Assigned task: Give back exactly the lines from the "reading: 26 °C" line to the final line of the records, and only those, minus any pictures.

** Opening Data excerpts block **

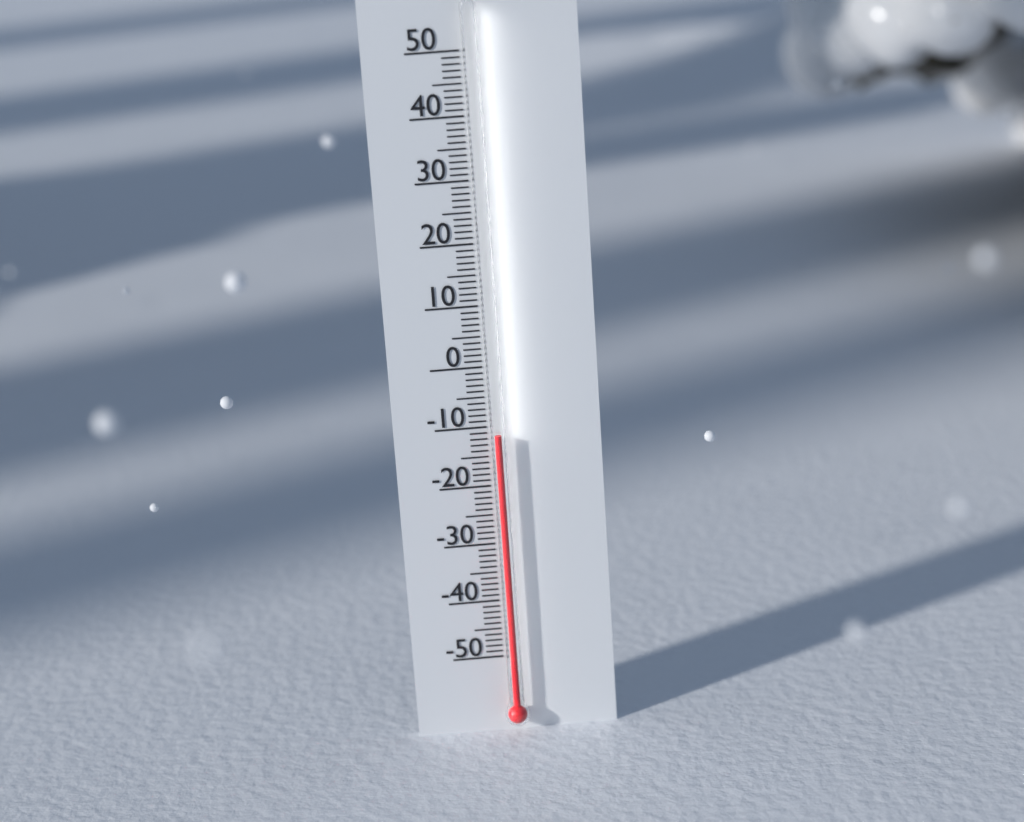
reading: -11 (no unit)
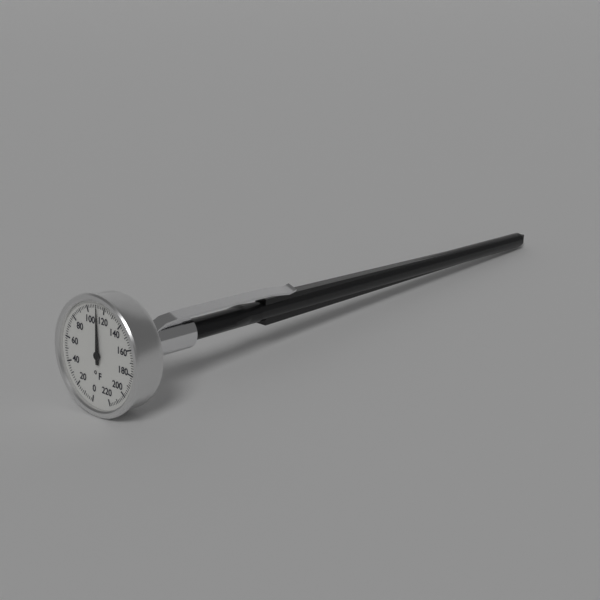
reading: 112 °F
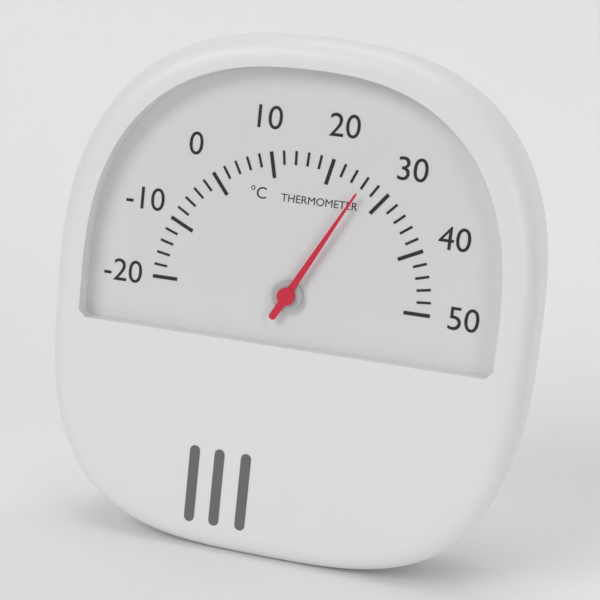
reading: 26 °C
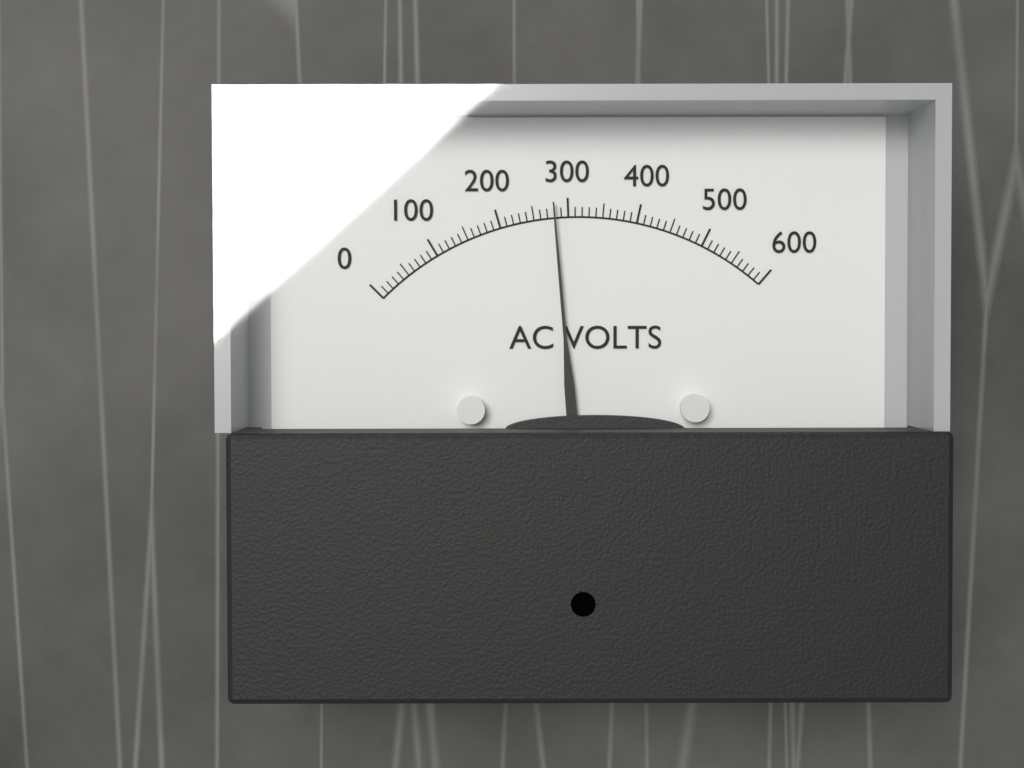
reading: 280 V
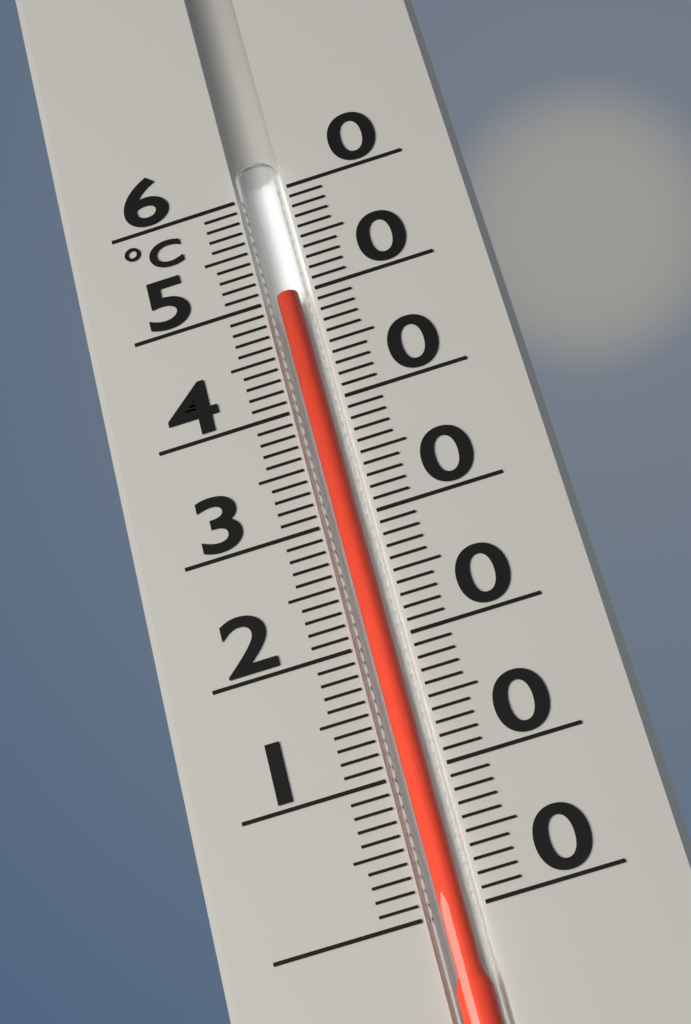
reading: 50 °C
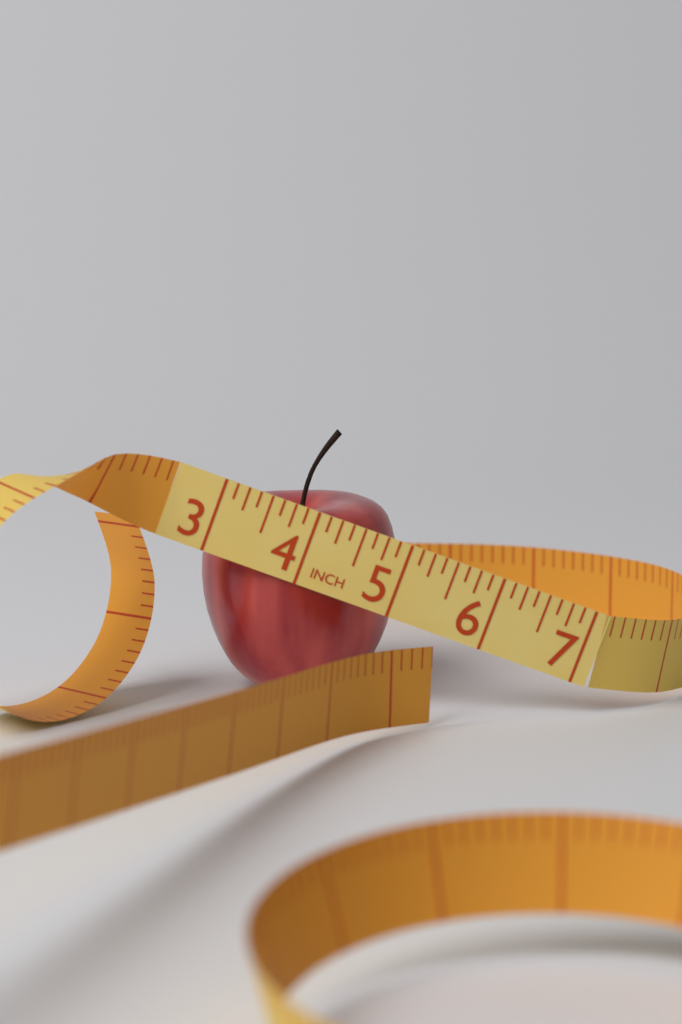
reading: 5.125 in
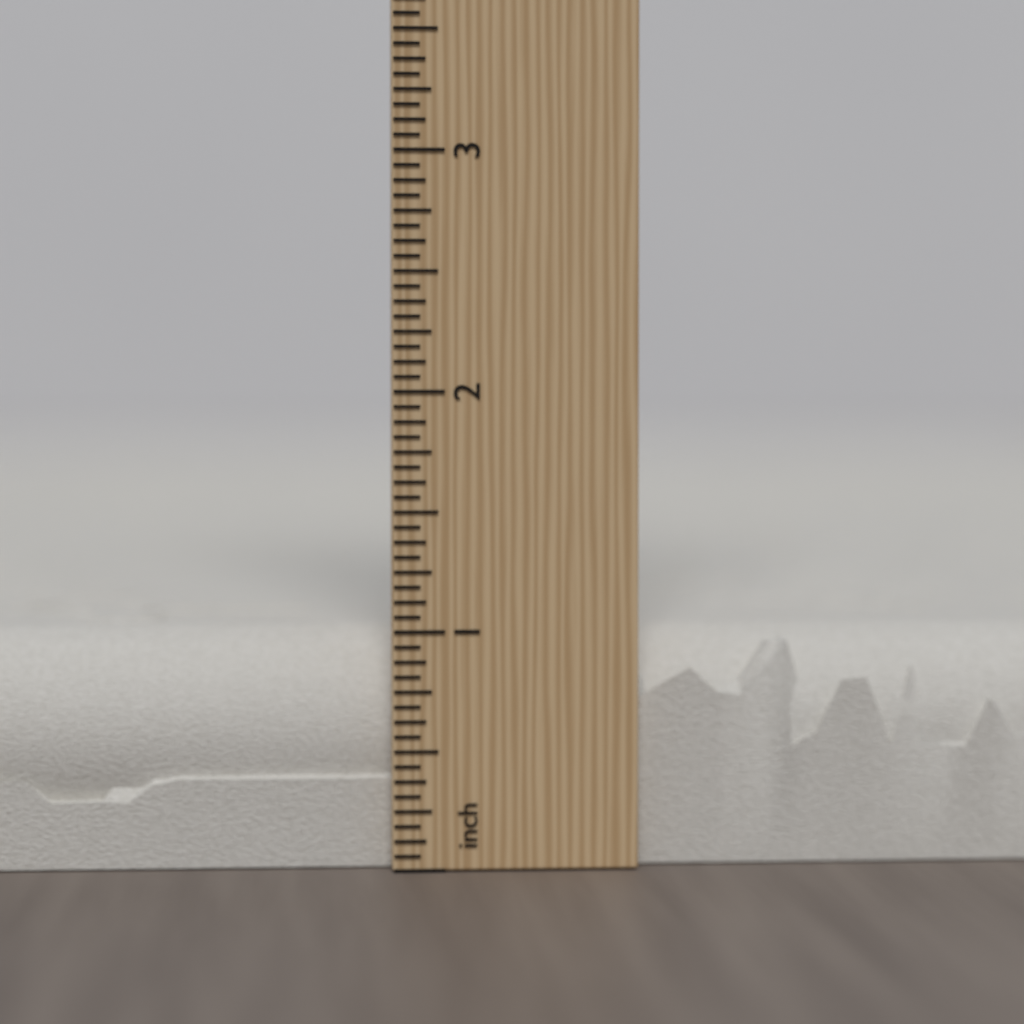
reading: 1.0000 inch
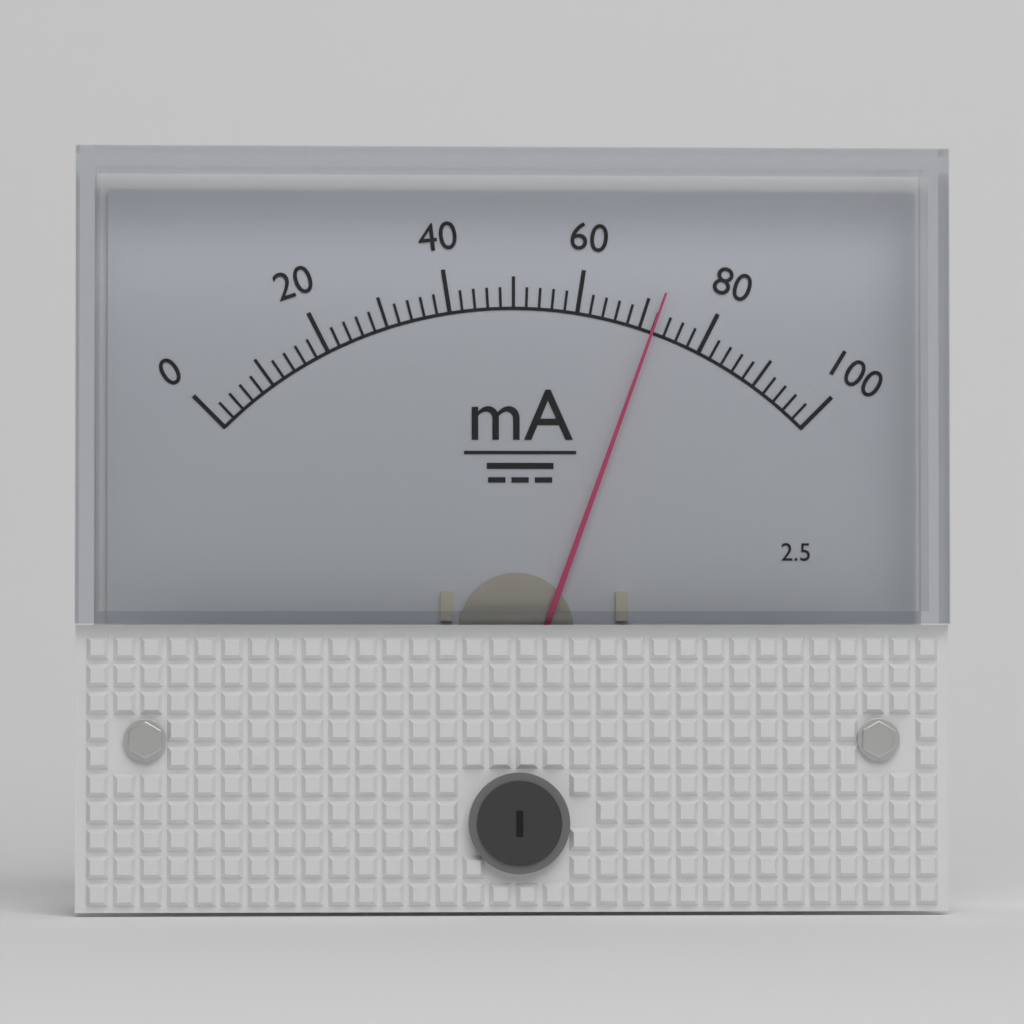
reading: 72 mA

** Closing Data excerpts block **

Finished task:
reading: 26 °C
reading: 280 V
reading: 50 °C
reading: 5.125 in
reading: 1.0000 inch
reading: 72 mA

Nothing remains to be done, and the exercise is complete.